[Records excerpted from a collection]

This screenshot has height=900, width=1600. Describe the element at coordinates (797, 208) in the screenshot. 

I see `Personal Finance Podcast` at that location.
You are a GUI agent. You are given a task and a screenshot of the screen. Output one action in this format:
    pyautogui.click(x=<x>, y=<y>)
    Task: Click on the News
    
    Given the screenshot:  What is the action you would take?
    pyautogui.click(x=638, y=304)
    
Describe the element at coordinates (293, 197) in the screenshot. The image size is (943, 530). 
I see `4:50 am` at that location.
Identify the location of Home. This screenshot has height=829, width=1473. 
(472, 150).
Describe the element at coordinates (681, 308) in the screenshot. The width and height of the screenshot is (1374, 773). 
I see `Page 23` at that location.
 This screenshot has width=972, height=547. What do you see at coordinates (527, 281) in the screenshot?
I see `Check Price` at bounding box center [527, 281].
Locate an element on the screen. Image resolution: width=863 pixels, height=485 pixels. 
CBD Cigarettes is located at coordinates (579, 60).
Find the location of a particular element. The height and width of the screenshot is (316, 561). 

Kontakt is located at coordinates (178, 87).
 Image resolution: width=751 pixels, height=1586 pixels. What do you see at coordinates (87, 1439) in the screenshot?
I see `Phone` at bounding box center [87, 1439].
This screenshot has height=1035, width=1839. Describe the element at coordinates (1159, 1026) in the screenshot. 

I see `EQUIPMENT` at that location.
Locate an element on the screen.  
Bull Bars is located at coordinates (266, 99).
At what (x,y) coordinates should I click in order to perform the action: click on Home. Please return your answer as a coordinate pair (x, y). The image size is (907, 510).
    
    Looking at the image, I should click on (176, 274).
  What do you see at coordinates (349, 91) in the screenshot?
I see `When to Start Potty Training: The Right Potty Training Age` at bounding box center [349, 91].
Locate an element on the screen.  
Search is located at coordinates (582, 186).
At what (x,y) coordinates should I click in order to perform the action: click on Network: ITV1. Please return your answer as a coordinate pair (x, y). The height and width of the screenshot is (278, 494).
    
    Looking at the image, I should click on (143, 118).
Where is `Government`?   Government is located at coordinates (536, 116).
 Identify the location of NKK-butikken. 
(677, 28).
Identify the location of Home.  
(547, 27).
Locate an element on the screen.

TASK PROMPT = Line by line, write out the records above exactly.

RESULT FOR THIS EXERCISE =
This screenshot has height=900, width=1600. Describe the element at coordinates (797, 208) in the screenshot. 

I see `Personal Finance Podcast` at that location.
You are a GUI agent. You are given a task and a screenshot of the screen. Output one action in this format:
    pyautogui.click(x=<x>, y=<y>)
    Task: Click on the News
    
    Given the screenshot:  What is the action you would take?
    pyautogui.click(x=638, y=304)
    
Describe the element at coordinates (293, 197) in the screenshot. The image size is (943, 530). 
I see `4:50 am` at that location.
Identify the location of Home. This screenshot has height=829, width=1473. 
(472, 150).
Describe the element at coordinates (681, 308) in the screenshot. The width and height of the screenshot is (1374, 773). 
I see `Page 23` at that location.
 This screenshot has width=972, height=547. What do you see at coordinates (527, 281) in the screenshot?
I see `Check Price` at bounding box center [527, 281].
Locate an element on the screen. Image resolution: width=863 pixels, height=485 pixels. 
CBD Cigarettes is located at coordinates (579, 60).
Find the location of a particular element. The height and width of the screenshot is (316, 561). 

Kontakt is located at coordinates (178, 87).
 Image resolution: width=751 pixels, height=1586 pixels. What do you see at coordinates (87, 1439) in the screenshot?
I see `Phone` at bounding box center [87, 1439].
This screenshot has height=1035, width=1839. Describe the element at coordinates (1159, 1026) in the screenshot. 

I see `EQUIPMENT` at that location.
Locate an element on the screen.  
Bull Bars is located at coordinates (266, 99).
At what (x,y) coordinates should I click in order to perform the action: click on Home. Please return your answer as a coordinate pair (x, y). The image size is (907, 510).
    
    Looking at the image, I should click on (176, 274).
  What do you see at coordinates (349, 91) in the screenshot?
I see `When to Start Potty Training: The Right Potty Training Age` at bounding box center [349, 91].
Locate an element on the screen.  
Search is located at coordinates (582, 186).
At what (x,y) coordinates should I click in order to perform the action: click on Network: ITV1. Please return your answer as a coordinate pair (x, y). The height and width of the screenshot is (278, 494).
    
    Looking at the image, I should click on (143, 118).
Where is `Government`?   Government is located at coordinates (536, 116).
 Identify the location of NKK-butikken. 
(677, 28).
Identify the location of Home.  
(547, 27).
Locate an element on the screen.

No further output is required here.